I benefited from social isolation because my church had engineered me to be an outcast. I wore ugly, baggy clothes to be “modest.” I didn’t understand much slang and I didn’t get any movie, TV or music references. I didn’t know how to dance. I was afraid to touch other people. I jumped at curse words and thought small talk was stupid. My church wouldn’t allow me to cut my hair or wear makeup or pants. On top of that, poverty meant I had crooked teeth and horrible acne. In other words, I was a complete and utter loser. When I look back at pictures of myself at 13, I hardly recognize that kid.
In public school, I would have been exposed to a more diverse social group. I would also have experienced a new level of ostracism. I very badly wanted to be normal. But how normal can you be when you look like an orphaned Anne Shirley and can’t do anything fun? My high school experience would have been an endless series of disappointments: no beach parties, no first dates, no prom, no trendy clothes, no social status whatsoever. My self-esteem was already in pretty bad shape; if I’d been bullied on top of that, I might not have survived my teen years.

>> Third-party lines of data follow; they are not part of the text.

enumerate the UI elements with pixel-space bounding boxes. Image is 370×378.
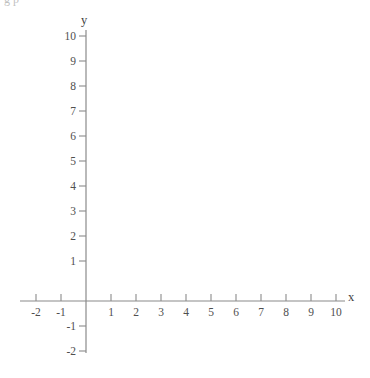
y-tick-label: -2: [52, 346, 76, 358]
y-tick-label: 9: [52, 56, 76, 68]
y-tick-label: 4: [52, 181, 76, 193]
x-tick-label: 4: [176, 307, 196, 319]
coordinate-plane: g p: [0, 0, 370, 378]
y-tick-label: 8: [52, 81, 76, 93]
y-axis-ticks: [79, 36, 86, 351]
y-axis-label: y: [81, 14, 87, 27]
y-tick-label: -1: [52, 321, 76, 333]
y-tick-label: 3: [52, 206, 76, 218]
y-tick-label: 6: [52, 131, 76, 143]
y-tick-label: 10: [52, 31, 76, 43]
x-tick-label: 10: [325, 307, 347, 319]
y-tick-label: 5: [52, 156, 76, 168]
y-tick-label: 2: [52, 231, 76, 243]
y-tick-label: 7: [52, 106, 76, 118]
x-tick-label: 2: [126, 307, 146, 319]
x-axis-label: x: [348, 291, 354, 304]
x-tick-label: 3: [151, 307, 171, 319]
x-tick-label: 5: [201, 307, 221, 319]
x-tick-label: 8: [276, 307, 296, 319]
x-tick-label: 6: [226, 307, 246, 319]
x-tick-label: 1: [101, 307, 121, 319]
x-tick-label: -1: [51, 307, 71, 319]
x-tick-label: -2: [26, 307, 46, 319]
x-tick-label: 9: [301, 307, 321, 319]
x-axis-ticks: [36, 294, 336, 301]
y-tick-label: 1: [52, 256, 76, 268]
x-tick-label: 7: [251, 307, 271, 319]
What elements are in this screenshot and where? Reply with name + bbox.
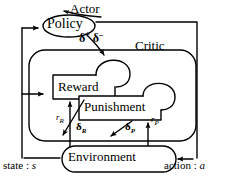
- action-text: action :: [164, 159, 199, 171]
- r-punishment-subscript: P: [155, 119, 159, 127]
- state-variable: s: [32, 159, 36, 171]
- delta-reward-subscript: R: [82, 127, 87, 135]
- action-variable: a: [199, 159, 205, 171]
- critic-label: Critic: [135, 39, 165, 52]
- policy-label: Policy: [47, 17, 83, 31]
- reward-label: Reward: [58, 80, 98, 93]
- state-label: state : s: [3, 160, 36, 171]
- punishment-signal-label: rP: [151, 115, 159, 127]
- delta-reward-label: δR: [76, 121, 86, 135]
- environment-label: Environment: [68, 150, 136, 163]
- delta-punishment-subscript: P: [131, 127, 135, 135]
- actor-label: Actor: [70, 2, 100, 15]
- delta-plus-minus-label: δ+ δ–: [79, 31, 103, 44]
- punishment-label: Punishment: [84, 100, 145, 113]
- reward-signal-label: rR: [56, 113, 64, 125]
- r-reward-subscript: R: [60, 117, 64, 125]
- diagram-canvas: Actor Policy Critic Reward Punishment En…: [0, 0, 227, 177]
- action-label: action : a: [164, 160, 205, 171]
- delta-minus-superscript: –: [99, 30, 103, 39]
- delta-punishment-label: δP: [125, 121, 135, 135]
- state-text: state :: [3, 159, 32, 171]
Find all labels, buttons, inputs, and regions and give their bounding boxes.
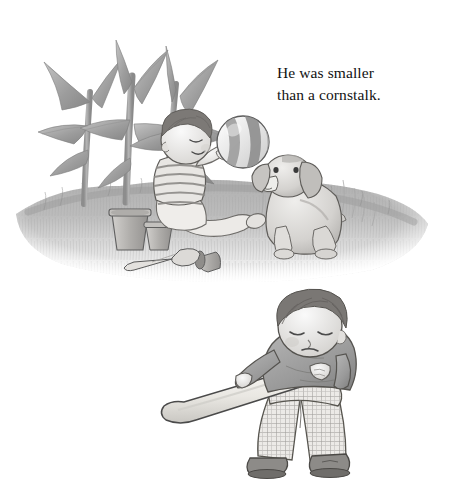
shoes — [247, 454, 350, 479]
illustration-boy-with-baseball-bat — [150, 288, 450, 488]
illustration-baby-with-ball-and-puppy — [0, 18, 450, 288]
picture-book-page: He was smaller than a cornstalk. — [0, 0, 450, 488]
caption-text: He was smaller than a cornstalk. — [277, 62, 442, 106]
striped-ball — [217, 114, 275, 170]
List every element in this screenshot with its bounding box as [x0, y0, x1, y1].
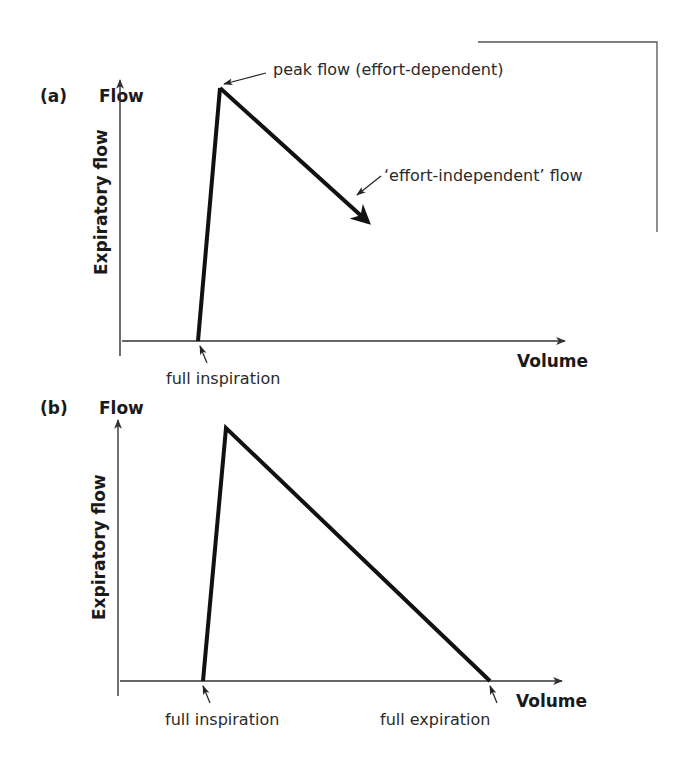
peak-flow-annotation: peak flow (effort-dependent) — [273, 60, 504, 79]
slope-pointer-arrow — [357, 176, 381, 195]
y-axis-label-a: Expiratory flow — [91, 129, 111, 275]
x-axis-label-a: Volume — [517, 351, 588, 371]
x-axis-label-b: Volume — [516, 691, 587, 711]
y-axis-top-label-b: Flow — [99, 398, 144, 418]
full-inspiration-pointer-b — [203, 686, 210, 703]
peak-pointer-arrow — [224, 73, 266, 84]
full-inspiration-pointer-a — [200, 346, 207, 363]
panel-a: (a) Flow Expiratory flow Volume peak flo… — [40, 60, 588, 388]
curve-rise-a — [198, 88, 220, 341]
y-axis-top-label-a: Flow — [99, 86, 144, 106]
panel-label-b: (b) — [40, 398, 68, 418]
effort-independent-annotation: ‘effort-independent’ flow — [384, 166, 583, 185]
full-expiration-annotation: full expiration — [380, 710, 490, 729]
panel-label-a: (a) — [40, 86, 67, 106]
panel-b: (b) Flow Expiratory flow Volume full ins… — [40, 398, 587, 729]
full-expiration-pointer — [490, 686, 497, 703]
full-inspiration-annotation-b: full inspiration — [165, 710, 279, 729]
frame-line — [478, 42, 657, 232]
full-inspiration-annotation-a: full inspiration — [166, 369, 280, 388]
curve-decline-arrow-a — [220, 88, 368, 222]
flow-volume-figure: (a) Flow Expiratory flow Volume peak flo… — [0, 0, 686, 778]
curve-b — [203, 428, 490, 681]
y-axis-label-b: Expiratory flow — [89, 474, 109, 620]
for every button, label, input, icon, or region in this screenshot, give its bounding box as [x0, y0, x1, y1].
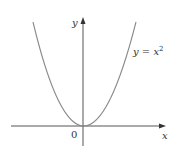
y-axis-arrow-icon: [81, 17, 86, 24]
x-axis-arrow-icon: [159, 124, 166, 129]
parabola-graph: y x 0 y = x2: [0, 0, 178, 158]
curve-equation-label: y = x2: [132, 45, 164, 57]
origin-label: 0: [71, 129, 77, 140]
parabola-curve: [33, 22, 136, 126]
y-axis-label: y: [71, 17, 78, 28]
x-axis-label: x: [162, 130, 168, 141]
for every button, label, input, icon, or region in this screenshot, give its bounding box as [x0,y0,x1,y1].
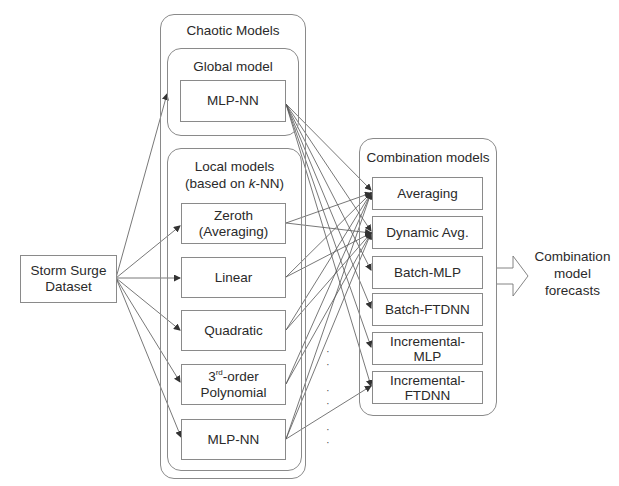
zeroth-sublabel: (Averaging) [199,224,269,240]
incremental-ftdnn-label-line2: FTDNN [405,388,451,403]
global-mlp-nn-label: MLP-NN [207,93,259,109]
local-quadratic-box: Quadratic [181,310,286,351]
connection-arrows [0,0,619,486]
averaging-label: Averaging [397,186,458,202]
combination-forecasts-label: Combination model forecasts [526,248,619,299]
local-models-title-line2: (based on k-NN) [167,175,302,192]
combo-batch-mlp-box: Batch-MLP [372,256,483,289]
combo-batch-ftdnn-box: Batch-FTDNN [372,293,483,326]
combination-models-title: Combination models [359,149,497,166]
combo-incremental-mlp-box: Incremental- MLP [372,332,483,365]
incremental-ftdnn-label-line1: Incremental- [390,373,465,388]
combo-averaging-box: Averaging [372,177,483,210]
ellipsis-dots: ······ [326,345,332,449]
dynamic-avg-label: Dynamic Avg. [386,225,468,241]
local-models-title-line1: Local models [167,158,302,175]
local-3rd-order-polynomial-box: 3rd-order Polynomial [181,364,286,405]
storm-surge-dataset-box: Storm Surge Dataset [20,255,117,303]
batch-ftdnn-label: Batch-FTDNN [385,302,470,318]
linear-label: Linear [215,270,253,286]
output-line3: forecasts [526,282,619,299]
polynomial-label-line1: 3rd-order [208,369,259,385]
combo-incremental-ftdnn-box: Incremental- FTDNN [372,371,483,404]
output-line1: Combination [526,248,619,265]
local-mlp-nn-box: MLP-NN [181,419,286,460]
global-mlp-nn-box: MLP-NN [180,80,286,122]
local-mlp-nn-label: MLP-NN [208,432,260,448]
polynomial-label-line2: Polynomial [200,385,266,401]
dataset-label-line1: Storm Surge [31,263,107,279]
local-zeroth-box: Zeroth (Averaging) [181,203,286,244]
dataset-label-line2: Dataset [45,279,92,295]
zeroth-label: Zeroth [214,208,253,224]
quadratic-label: Quadratic [204,323,263,339]
global-model-title: Global model [167,58,299,75]
output-line2: model [526,265,619,282]
combo-dynamic-avg-box: Dynamic Avg. [372,216,483,249]
chaotic-models-title: Chaotic Models [160,22,306,39]
local-models-title: Local models (based on k-NN) [167,158,302,192]
local-linear-box: Linear [181,257,286,298]
incremental-mlp-label-line1: Incremental- [390,334,465,349]
output-arrow [496,256,528,296]
batch-mlp-label: Batch-MLP [394,265,461,281]
incremental-mlp-label-line2: MLP [414,349,442,364]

I’m glad that I was able to adjust to a normal peer group more slowly and on my own terms. At community college, I still had to dress funny but was figuring out how to make it look like I was just a formal dresser and not a weird religious kid. The fact that nobody looks alike in a community college classroom also helped me out. I took night classes, so I’d usually stand out as the youngest one rather than the weird one. By the time I got to my four-year school, I was listening to some normal music and was taking charge of my skirt wearing. I had taken up trimming my hair and wearing funky boots, so I looked “artsy”. I had also figured out how to conceal acne, which made me feel somewhat attractive for the first time. I could ease in, and people read me as “geeky” rather than oppressed. I could talk Lord of the Rings and video games with the best of the freshmen, and I was surprised to find that being a virgin at 20 was totally normal.
Homeschooling is not for everyone. If I hadn’t been raised in Christian patriarchy, I would have probably loved high school. But the solution to my social awkwardness would emphatically not have been sending me to public school: I’d have been eaten alive. Homeschooling protected me long enough for me to find myself before entering the world of my peers, and for that I am very, very grateful.

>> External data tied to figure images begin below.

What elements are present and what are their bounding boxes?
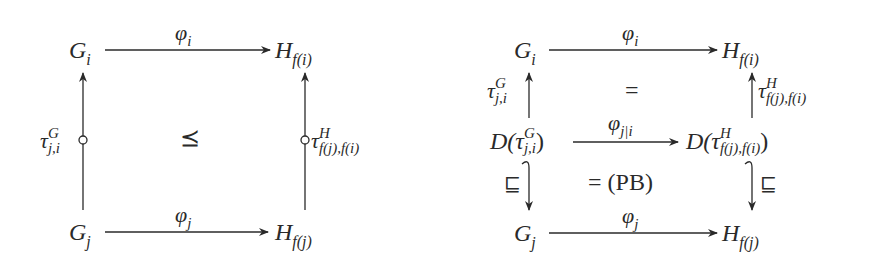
right-lower-right-hook-arrow bbox=[745, 162, 752, 210]
node-h-fi: Hf(i) bbox=[275, 38, 312, 62]
r-label-sqsubseteq-left: ⊑ bbox=[504, 174, 521, 194]
node-h-fj: Hf(j) bbox=[275, 220, 312, 244]
label-phi-i: φi bbox=[175, 22, 191, 44]
right-lower-left-hook-arrow bbox=[522, 162, 529, 210]
node-g-j: Gj bbox=[69, 220, 91, 244]
relation-preceq: ⪯ bbox=[180, 126, 200, 150]
r-node-g-i: Gi bbox=[514, 38, 536, 62]
r-node-h-fi: Hf(i) bbox=[722, 38, 759, 62]
r-label-tau-g-ji: τGj,i bbox=[487, 78, 507, 108]
left-right-partial-circle-icon bbox=[301, 136, 309, 144]
r-relation-equals: = bbox=[625, 78, 639, 102]
label-tau-h-fjfi: τHf(j),f(i) bbox=[311, 128, 359, 158]
r-node-g-j: Gj bbox=[514, 221, 536, 245]
r-relation-pullback: = (PB) bbox=[588, 170, 653, 194]
label-phi-j: φj bbox=[175, 204, 191, 226]
r-label-tau-h-fjfi: τHf(j),f(i) bbox=[758, 78, 806, 108]
r-label-phi-i: φi bbox=[622, 22, 638, 44]
node-g-i: Gi bbox=[69, 38, 91, 62]
r-label-sqsubseteq-right: ⊑ bbox=[760, 174, 777, 194]
r-node-d-tau-g: D(τGj,i) bbox=[490, 128, 544, 158]
r-node-h-fj: Hf(j) bbox=[722, 221, 759, 245]
r-node-d-tau-h: D(τHf(j),f(i)) bbox=[686, 128, 768, 158]
label-tau-g-ji: τGj,i bbox=[40, 128, 60, 158]
left-left-partial-circle-icon bbox=[79, 136, 87, 144]
r-label-phi-ji: φj|i bbox=[608, 112, 633, 134]
r-label-phi-j: φj bbox=[622, 205, 638, 227]
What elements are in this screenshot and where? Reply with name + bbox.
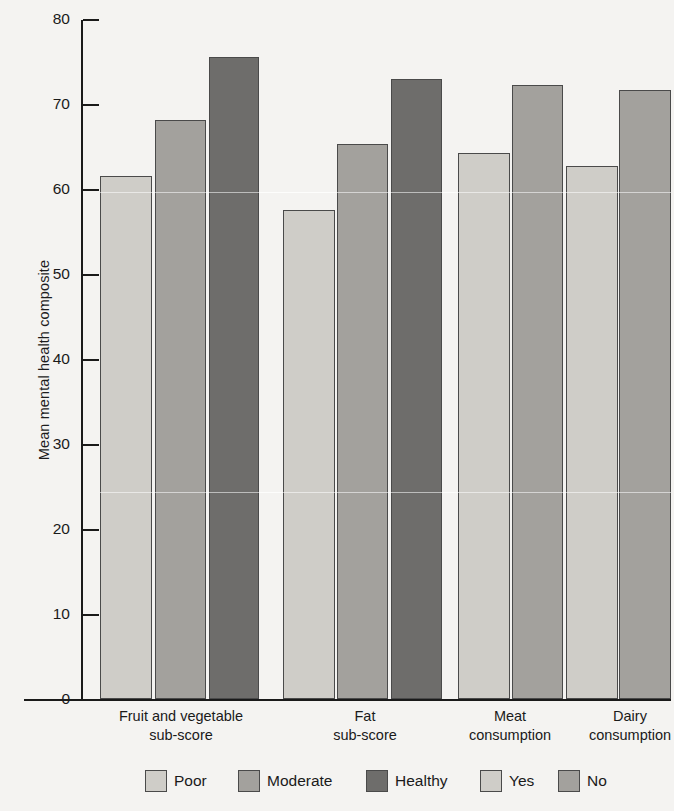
group-label-line: Fruit and vegetable: [83, 707, 279, 726]
group-label-line: sub-score: [83, 726, 279, 745]
legend-swatch: [366, 770, 388, 792]
legend-label: Moderate: [267, 772, 332, 790]
legend-swatch: [558, 770, 580, 792]
bar: [100, 176, 152, 699]
bar: [619, 90, 671, 699]
legend-label: No: [587, 772, 607, 790]
group-label: Dairyconsumption: [560, 707, 674, 745]
group-label: Fruit and vegetablesub-score: [83, 707, 279, 745]
group-label-line: Meat: [440, 707, 580, 726]
bar: [512, 85, 563, 699]
bar: [391, 79, 442, 699]
group-label-line: consumption: [560, 726, 674, 745]
plot-area: [0, 0, 674, 811]
legend-swatch: [238, 770, 260, 792]
group-label: Fatsub-score: [285, 707, 445, 745]
bar: [209, 57, 259, 699]
bar: [566, 166, 618, 699]
legend-label: Yes: [509, 772, 534, 790]
group-label-line: sub-score: [285, 726, 445, 745]
legend-label: Poor: [174, 772, 207, 790]
legend-swatch: [480, 770, 502, 792]
legend-item-no[interactable]: No: [558, 770, 607, 792]
legend-swatch: [145, 770, 167, 792]
group-label-line: Dairy: [560, 707, 674, 726]
legend-item-yes[interactable]: Yes: [480, 770, 534, 792]
scan-artifact-line: [100, 492, 671, 493]
bar: [458, 153, 510, 699]
legend-label: Healthy: [395, 772, 448, 790]
group-label-line: consumption: [440, 726, 580, 745]
bar: [283, 210, 335, 699]
legend-item-poor[interactable]: Poor: [145, 770, 207, 792]
bar: [337, 144, 388, 699]
scan-artifact-line: [100, 192, 671, 193]
bar-chart: Mean mental health composite 01020304050…: [0, 0, 674, 811]
bar: [155, 120, 206, 699]
legend-item-healthy[interactable]: Healthy: [366, 770, 448, 792]
group-label-line: Fat: [285, 707, 445, 726]
legend-item-moderate[interactable]: Moderate: [238, 770, 332, 792]
group-label: Meatconsumption: [440, 707, 580, 745]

An additional word of caution: my experience as a homeschooled kid was largely positive because my mother was hands-off about policing what I read and whom I talked to. I had full internet access from the time I was 11. I had friends online who became my penpals. My mother didn’t vet them for their faith. Homeschooling gave me tons of freedom, but I was the exception. My homeschooled friends were regimented and made to follow dull workbooks. They were not allowed unsupervised internet time and their parents vetted all of their books before they read them. Classics like The Grapes of Wrath (yeah, I know, I hated it, but it’s worth suffering through) were off-limits. TV was outlawed and music was censored. My homeschooling experience was practically secular and liberal compared to theirs. I’m pretty sure that’s why I still consider it a success.
So, am I for homeschooling?
Yeah, in certain circumstances. I would consider doing it for the elementary years (or some of them, anyway) if I had a gifted, misunderstood child, a shy child who needed more time, a child who had to move and change schools all the time (like some military friends I had), or just a kid who wasn’t thriving in a very regimented school atmosphere. That said, I would absolutely send my kids to public high school. The only reason I don’t feel like I totally missed out was because my church had already conspired to put me on the bottom of the social ladder. If I had been a “normal” kid, high school would have been a good thing.